Pictured: Central Park, view from Statue of the Statue, view from the Statue of the city
Oster on Haidt and Screens
Emily Oster took on the Jonathan Haidt-related debate in her latest post “Screens & Social Media“
Do screens harm mental health? Oster joins some other skeptics I know. She doesn’t fully back Haidt, and she does the economist thing by mentioning “tradeoffs.”
Oster, ever practical, makes a point that sometimes gets lost. Maybe social media doesn’t cause suicide. Maybe there is no causal relationship concerning diagnosed mental health conditions, as indicated by the data. That doesn’t mean that parents and teachers should not monitor and curtail screen time. Oster says that it’s obvious that kids should not have their phones in the classroom during school instruction.
Here’s a personal story from this week. My son wants Roblox. The game says 12+, and I’ve told him that I’m sticking to that. No. He can’t have it now and he can’t start chatting with strangers online. We aren’t going to re-visit the conversation until he’s 12. Is he mad at me? Yes. You know what he does when he’s really bored at home? He starts vacuuming. I’ve driven him to madness, with these boundaries I set, or to vacuuming. (Recall he likes these books. Since hearing Harry Potter 1 as an audiobook in the car, he’s started tearing through the series himself via hardcover book.)
An innocent tablet game I let him play (when he’s allowed to have screen time) is Duck Life. Rated E for everyone.
Previously, I wrote “Video Games: Emily Oster, Are the kids alright?“
And more recently, Tyler had “My contentious Conversation with Jonathan Haidt” Maybe Tyler should debate Emily Oster next about limiting phone use.
Meme Generator for Econ Papers
I’m exploring whether the meme generator by Glif could be a way to introduce an econ paper. What if you identify a main character in your research project for GLIF to drag? (BTW, I have learned that the Wojack Meme Generator will re-write the name of the person you put in if your phrase is too long but that does not mean that the phrase is not used for content. So, you can put a longer phrase into the meme generator.)
I’m going to re-print here the prompt I actually used to get the Glif meme. As a warning, this approach is obviously not appropriate for more professional audiences. But sometimes you have a chance to quickly show your paper to a more informal audience either in a presentation or online. Having a way to wake up the audience in that situation could be helpful.
I’m not sharing all of these because I like them. I’m trying to give readers a chance to decide if they’d want to try it themselves. I think some of these prompts don’t work well and the cartoons either aren’t funny or are not true to life.

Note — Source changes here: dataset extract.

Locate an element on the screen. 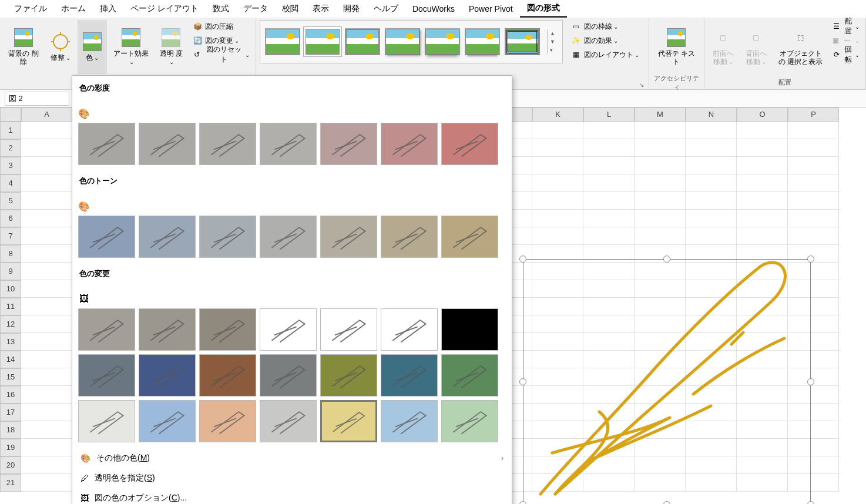 This screenshot has height=504, width=866. resize-handle-ml is located at coordinates (523, 382).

However, I do find them interesting if the assignment is to scrape the internet for the maximally negative sentiment about a certain thing.
The prompt I used: “Pay Transparency Advocate” / “Effort Transparency and Fairness,” with Elif Demiral and Umit Saglam (under review)

Prompt: “Person Who Trusts ChatGPT” / “Do People Trust Humans More Than ChatGPT?” (2024) with William Hickman. Journal of Behavioral and Experimental Economics, 112: 102239.

Prompt: “Undergraduate Computer Science Major” / “Willingness to be Paid: Who Trains for Tech Jobs?” (2022) Labour Economics, Vol 79, 102267.

GLIF Social Media Memes
Wojak Meme Generator from Glif will build you a funny meme from a short phrase or single word prompt. Note that it is built to be derogatory, cruel for sport, and may hallucinate up falsehoods. (see tweet announcement)
I am fascinated by this from the angle of modern anthropology. The AI has learned all of this by studying what we write online. Someone can build an AI to make jokes and call out hypocrisy.
Here are GLIFs of the different social media user stereotypes as of 2024. Most of our current readers probably don’t need any captions to these memes, but I’ll provide a bit of sincere explanation to help everyone understand the jokes.
Twitter user: Person who posts short messages and follows others on the microblogging platform.

Facebook user: Individual with a profile on the social network for connecting with friends and sharing content.

Bluesky user: Early adopter of a decentralized social media platform focused on user control.